*What you should do:* Below are the records; give again exactly the lines from the one containing "has width=528, height=297." through the one containing "Find the location", leaving out pictures.

*Input data:*
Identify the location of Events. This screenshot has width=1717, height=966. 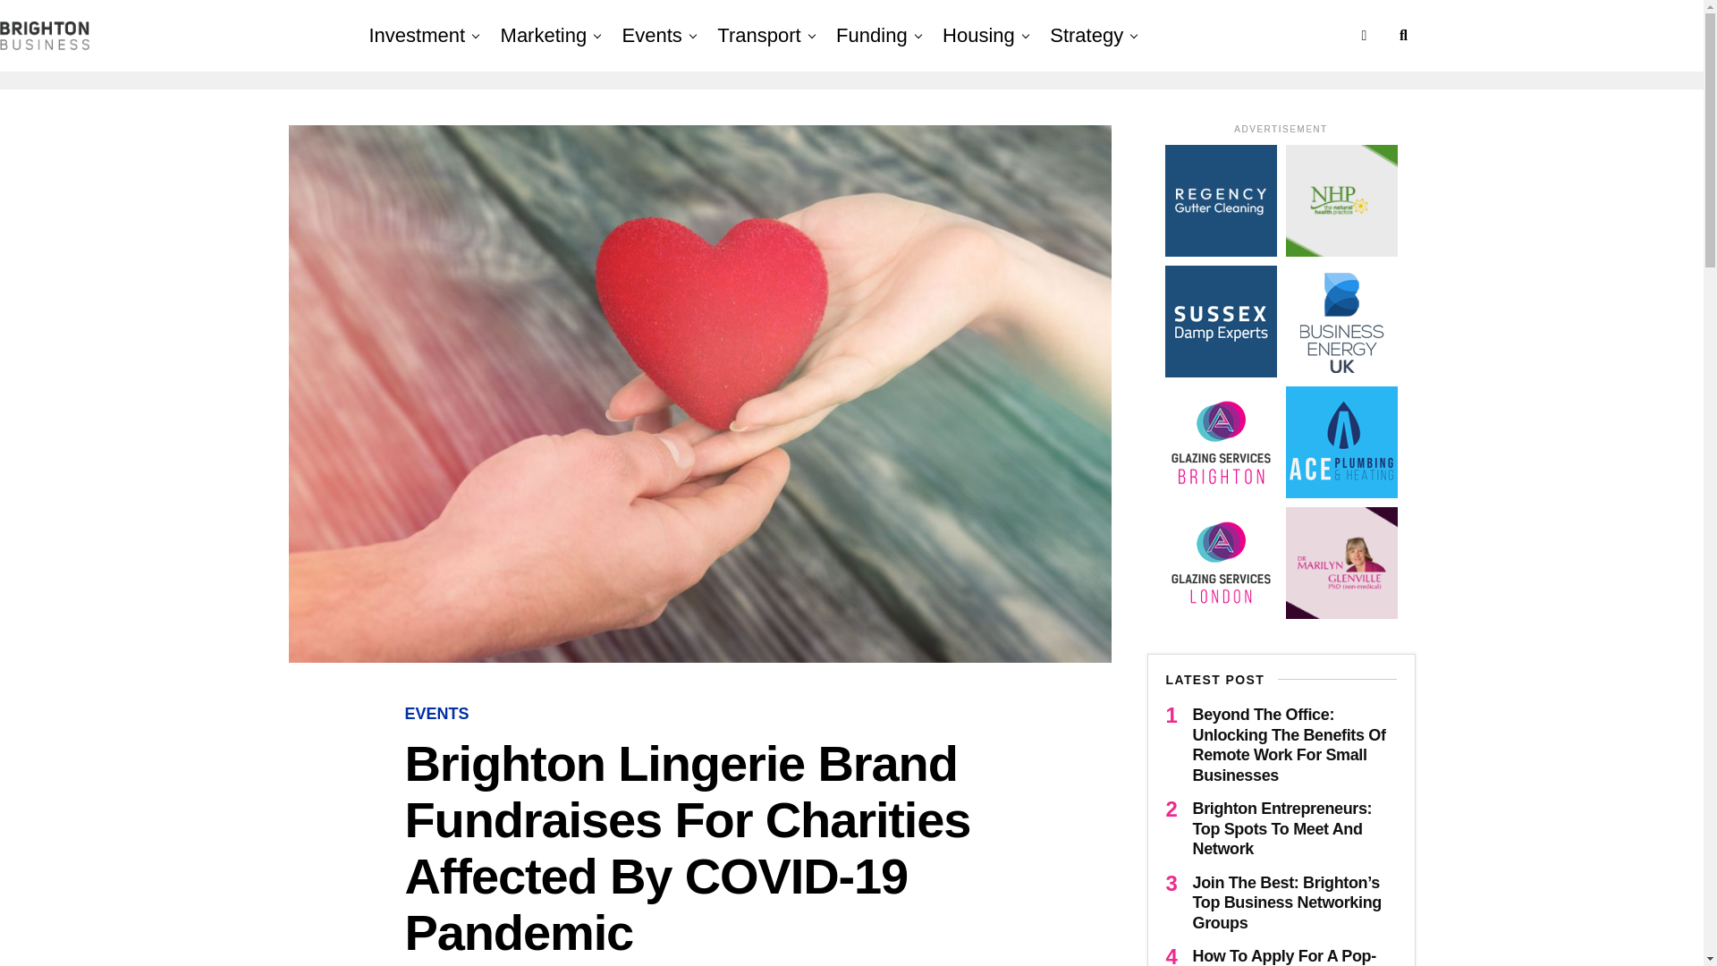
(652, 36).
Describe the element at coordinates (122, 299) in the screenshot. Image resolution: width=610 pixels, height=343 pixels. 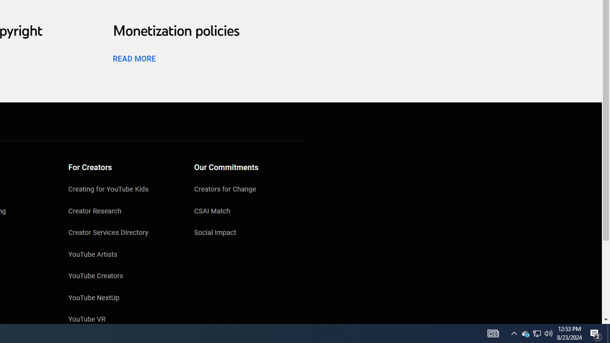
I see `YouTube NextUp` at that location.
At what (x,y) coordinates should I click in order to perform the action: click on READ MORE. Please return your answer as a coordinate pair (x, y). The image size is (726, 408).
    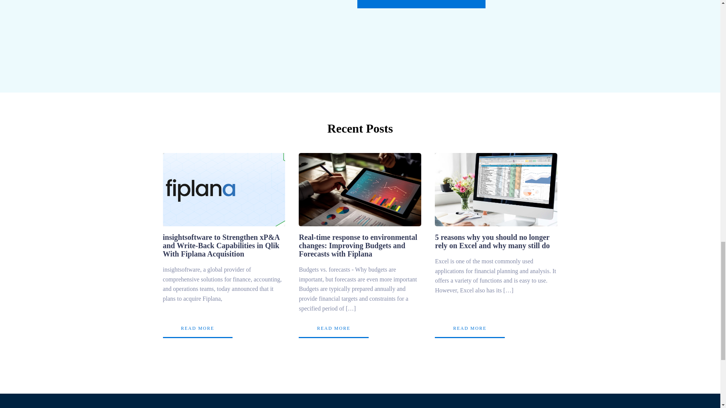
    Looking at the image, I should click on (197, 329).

==

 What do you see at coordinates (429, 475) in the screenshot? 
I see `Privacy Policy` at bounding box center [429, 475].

* * *

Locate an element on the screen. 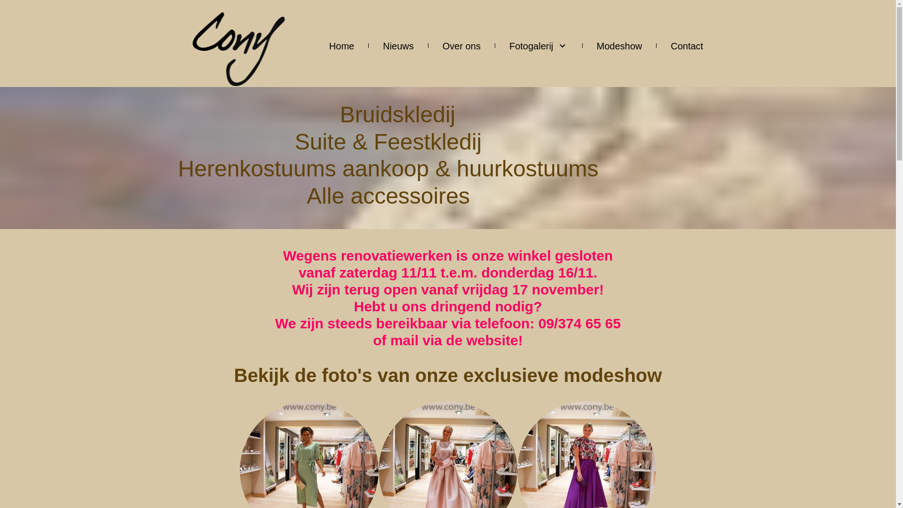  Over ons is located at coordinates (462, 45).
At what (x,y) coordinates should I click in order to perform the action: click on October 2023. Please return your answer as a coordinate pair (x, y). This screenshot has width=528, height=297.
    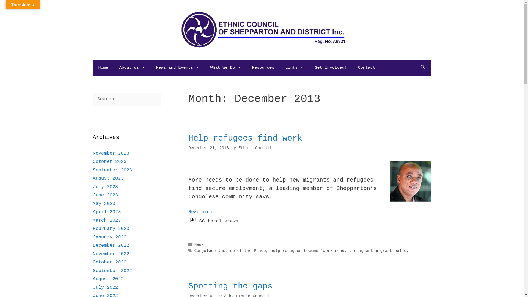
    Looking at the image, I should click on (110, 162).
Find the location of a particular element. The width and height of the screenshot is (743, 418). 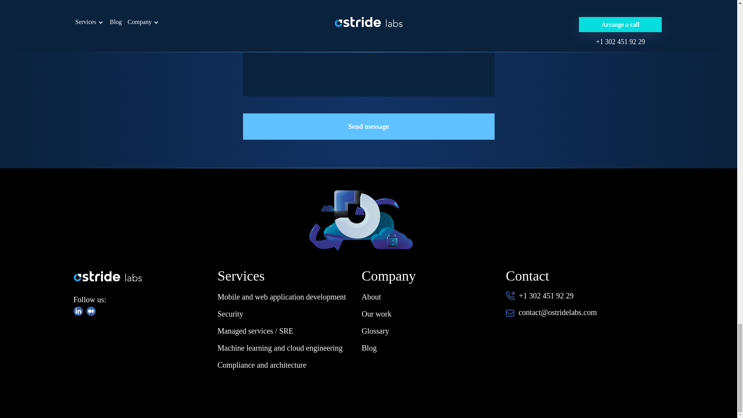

*Answer to this problem:*
At what (x,y) coordinates should I click in order to perform the action: click on October 2023. Please return your answer as a coordinate pair (x, y). This screenshot has width=528, height=297.
    Looking at the image, I should click on (110, 162).
Find the location of a particular element. The width and height of the screenshot is (743, 418). 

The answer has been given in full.